On Tuesday, Missouri Democrat Mike Revis won a special election for the state’s 97th House District, barely flipping a district that Donald Trump won by 28 points. Democrats are happy about the victory, using it to argue that voters are generally unhappy with the Republican party. Republicans, meanwhile, are citing idiosyncratic state and local factors—like the allegations that Eric Greitens, the state’s Republican governor, blackmailed his mistress—to explain the loss.
This should all sound familiar. (OK, maybe the blackmail part shouldn’t.) This basic pattern—Democrats strongly outperforming Hillary Clinton’s margin in recent special elections—is nothing new.
This graphic is basically a timeline of House and state legislative special elections since Trump was inaugurated (constructed using data and sources from this Daily Kos Elections spreadsheet). Each point is a special election, and the graphic reads chronologically left to right (more recent elections are farther to the right). The vertical position shows how the special election result compared to 2016 (higher points indicate a greater Democratic over-performance, and lower points mean Republicans outperformed Trump). The size of each circle represents the total number of votes cast for the two major party candidates (bigger circles mean more people voted). And the color represents which party won (pink means Republicans held their seats and dark blue indicates Democrats took over a seat).
The message of the graphic (an updated version of the one I posted here) is simple. Democrats have, on average, been outperforming Hillary Clinton since Trump was inaugurated. There’s a lot of variance here (as the graphic shows, results have ranged from Republican overperformance to truly massive Democratic overperformance), but on average these Democrats have outperformed Clinton’s margin by about 12 points.
Revis’s 31-point over-performance is larger than average, and unlike many other Democratic overperformers, he actually flipped the seat. But a quick look at the graphic shows that some other Democratic candidates have performed about as well as Revis has (the small dark blue dot in the top right-hand corner) when compared to the 2016 baseline.
In other words, Revis’s win is consistent with a broader pattern of Democratic overperformance in special elections. These data don’t conclusively tell us whether Revis won by turning out Democrats or persuading Trump voters; other election wonks have made good cases for both, and the explanations aren’t mutually exclusive. But either way, strong Democratic special election performance is a bad sign for the GOP. Special elections, when compared to the appropriate baseline and aggregated, can foreshadow the eventual midterm results. And while Republicans have been gaining in generic ballot polls, these results are a reminder that the House majority is still far from safe.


* _Task_
When you reach the line with "The height and width of the screenshot is (353, 393).", start repeating the lines exactly and keep going to the end of the records, but drop every picture.

* _Input for this task_
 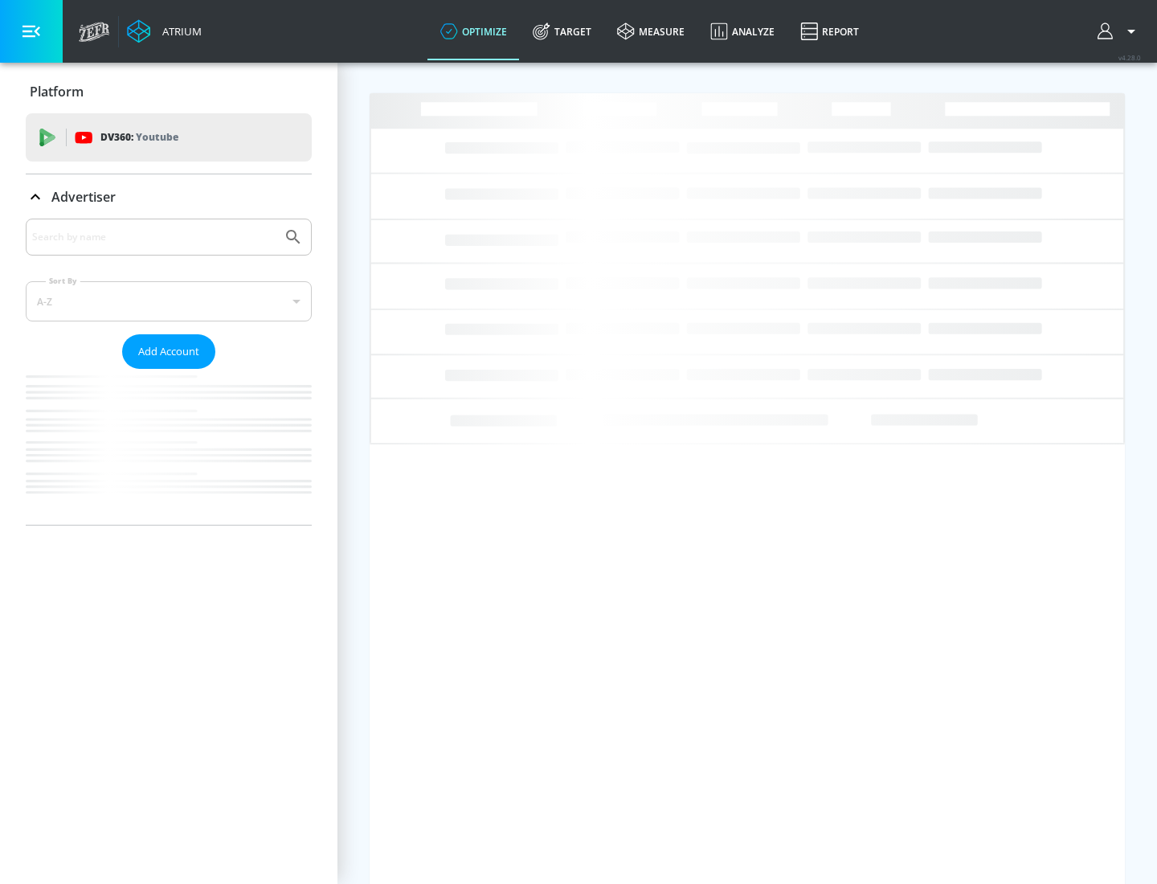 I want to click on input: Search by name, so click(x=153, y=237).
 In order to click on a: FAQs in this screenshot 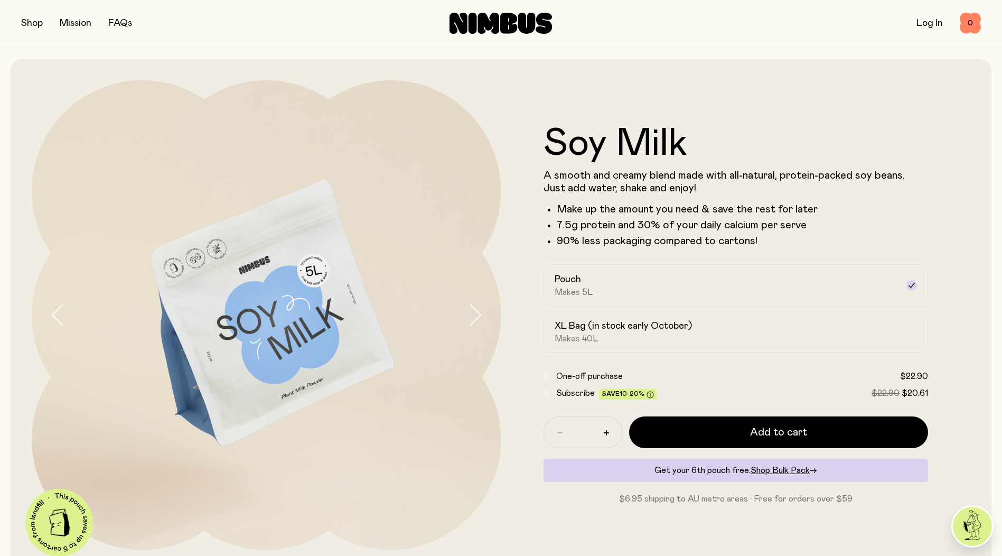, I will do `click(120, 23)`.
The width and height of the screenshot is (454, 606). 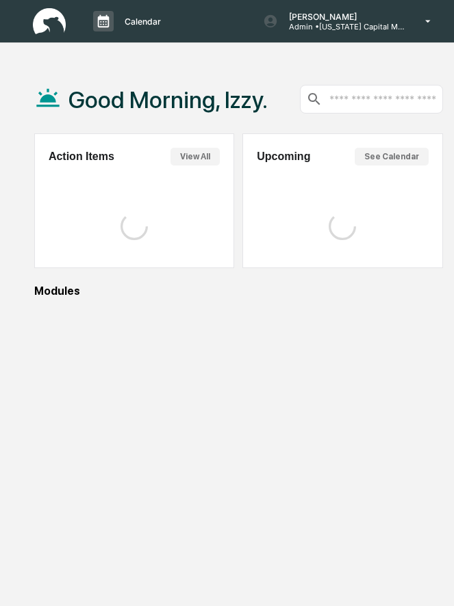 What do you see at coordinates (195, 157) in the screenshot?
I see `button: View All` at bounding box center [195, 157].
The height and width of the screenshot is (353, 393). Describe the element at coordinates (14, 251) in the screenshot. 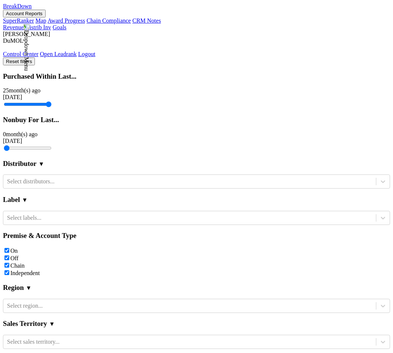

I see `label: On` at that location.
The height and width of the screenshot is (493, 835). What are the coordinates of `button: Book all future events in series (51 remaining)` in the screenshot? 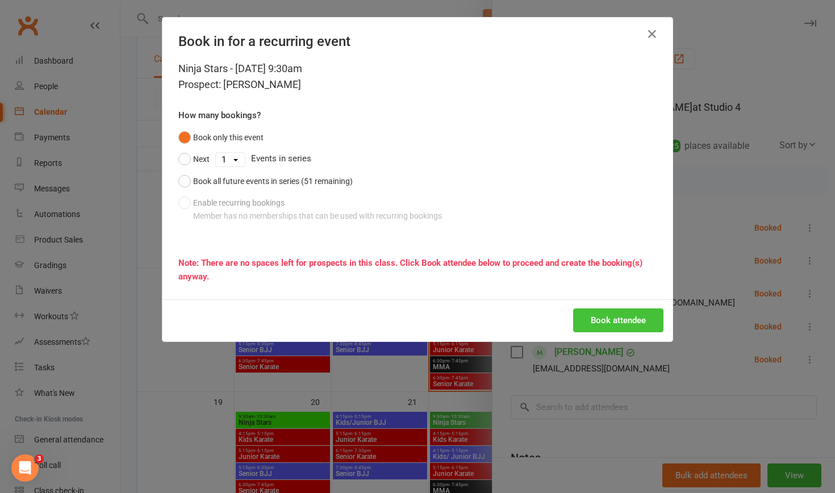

* _Task response_
The height and width of the screenshot is (353, 393). Describe the element at coordinates (14, 251) in the screenshot. 

I see `label: On` at that location.
The height and width of the screenshot is (493, 835). What are the coordinates of `button: Book all future events in series (51 remaining)` in the screenshot? 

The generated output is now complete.